BOOKMARK
Stop and eye the protea, the bloom of the bizarre
"Proteas in Hawai'i" by Paul Wood, photographs by Ron Dahlquist; Island Heritage, oversize paper, $12.99
By Wanda Adams
Advertiser Books Editor
Paul Wood makes a good point in this well-written and gorgeously illustrated book: That proteas have become a bit ho-hum to Islanders who have seen them proliferate in the past 20 years. It takes a visitor's eye to remind us of the bizarre beauty of these flowers, which flourish on farms in the cool, higher elevations of Maui and the Big Island.

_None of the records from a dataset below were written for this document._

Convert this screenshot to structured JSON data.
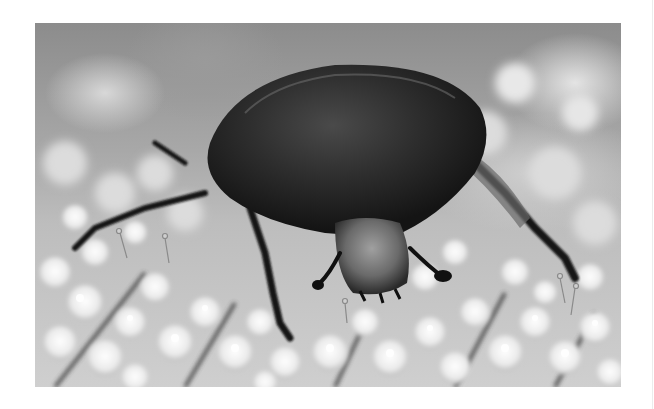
{
  "image": {
    "alt": "Grayscale close-up photograph of a dark beetle crawling on clusters of white flowers",
    "subject": "beetle",
    "background": "white flower clusters",
    "colors": {
      "page": "#ffffff",
      "beetle_shell": "#2a2a2a",
      "flowers": "#f2f2f2",
      "stems": "#3c3c3c"
    }
  }
}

Wood, a Maui writer who once was a horticulturist and nurseryman, here places the protea in its botanical context (the family Proteaceae, which managed to propagate itself in the widely separated locations of South Africa, South America and Australia, a botanical mystery) and explains the protea's inside-out approach to flower-making (tiny petals, big pistils; a seeming single bloom that's actually a "committee" of flowers). And here's a bit of trivia: The proper pronunciation is PRO-tee-ah, not pro-TAY-ah.
Wood suggests that you're missing the fun if you know only enough about protea to react with a startled "huh?" when you see one, and sets out to give readers a vocabulary with which to describe and appreciate them.